When Kohler died in 1887, he not only had the impressive Glen Ellen property, but also owned thousands of acres in Fresno as well as an interest in Italian Swiss Colony winery farther north. His heirs carried on for awhile, becoming part of the California Wine Association, but the grapes were left mostly untended.

By the time author Jack London came along in 1911, the price of grapes was only $11 a ton and the vineyard was largely taken out, with the rest of the land terraced and planted to corn and alfalfa.

A wine drinker, London was known to buy from nearby Wegener Winery just down the road from his ranch, the site of Benziger Family Winery today.
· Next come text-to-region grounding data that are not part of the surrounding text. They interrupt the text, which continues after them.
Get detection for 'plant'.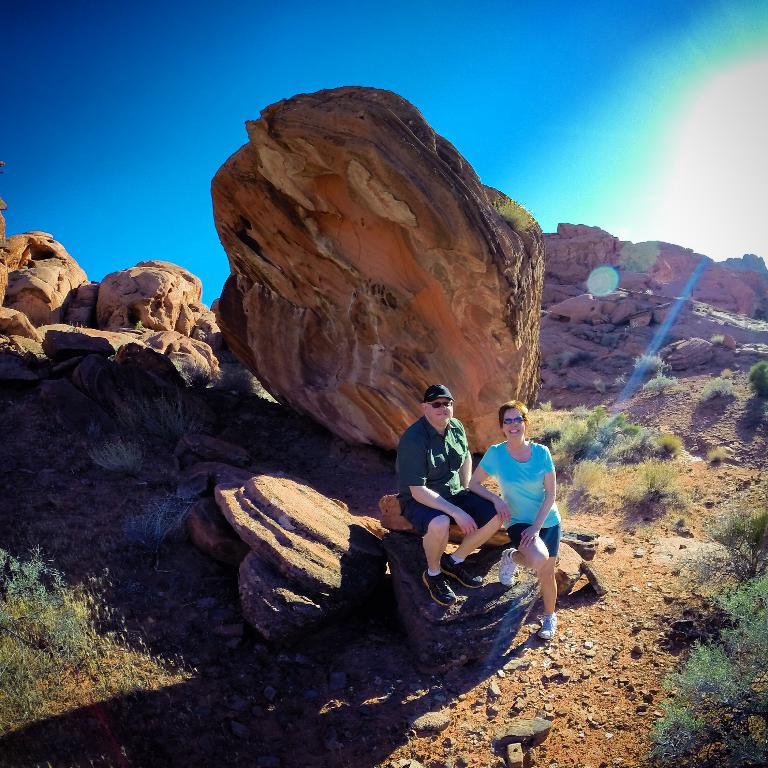
Detection: {"x1": 534, "y1": 397, "x2": 560, "y2": 414}.
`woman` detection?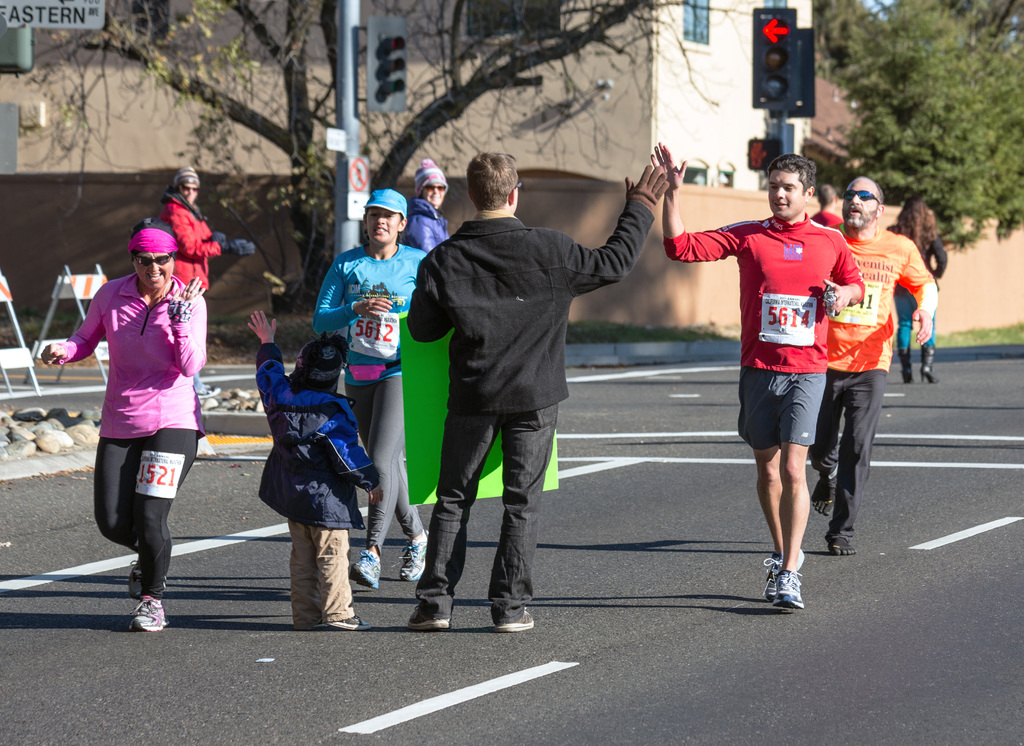
detection(881, 199, 946, 388)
"Jack's favorite meal was roasted wild duck with white wine," Leal detailed. "He used to get the white wine from Wegener."

The buildings lived on, more or less. The Kohler & Frohling winery had been damaged significantly by the 1906 earthquake and was built over by London for use as a multi-story guesthouse. Construction was overseen by his step-sister, Eliza Shepard, the property's longstanding superintendent.

The ruins, over many years, suffered through fire and decay. They now serve as the site of Transcendence Theatre Company's Broadway Under the Stars series of summertime performances. They poetically peer out to the current-day vineyards planted by the Shepard family, descendants of London's step-sister Eliza, who inherited the ranch in 1955 after London's widow, Charmian, died.

In 1972, Milo Shepard, London's grandnephew, started developing the vineyard, planting pinot noir and cabernet sauvignon.

Shepard first made home wine, but in 1976 sold half of the grapes to Chateau St. Jean and the other half to Kenwood Vineyards. Kenwood co-founder Marty Lee has such an abiding affection and interest in Jack London that since 1977, all the grapes have gone to Kenwood and the pinot noir and some chardonnay removed to make room for more suitable plantings of cabernet, merlot, zinfandel, syrah and cabernet franc.

"Marty Lee wanted it that way," Leal said. "He felt a connection to Jack London and (Kenwood) negotiated for all the grapes."

There are 125 acres planted to wine grapes in all and about 30,000 cases of Kenwood Jack London Vineyard-designated wines produced every year.

"We don't do a lot of vineyard designates," said Kenwood senior winemaker Pat Henderson, "but the Jack London is just good year after year after year."

Henderson continues to work with Milo's son, Brian, to nurture the fruit.

"The ranch is tasting better than ever before," Henderson notes.

In 1977, the Shepards donated much of the ranch, including the winery ruins and cottage, but not the vineyard, to the State of California to add to the park. According to Leal, the park now has 800 acres out of Jack London's 1,402, the total owned by the time he finished buying parcels.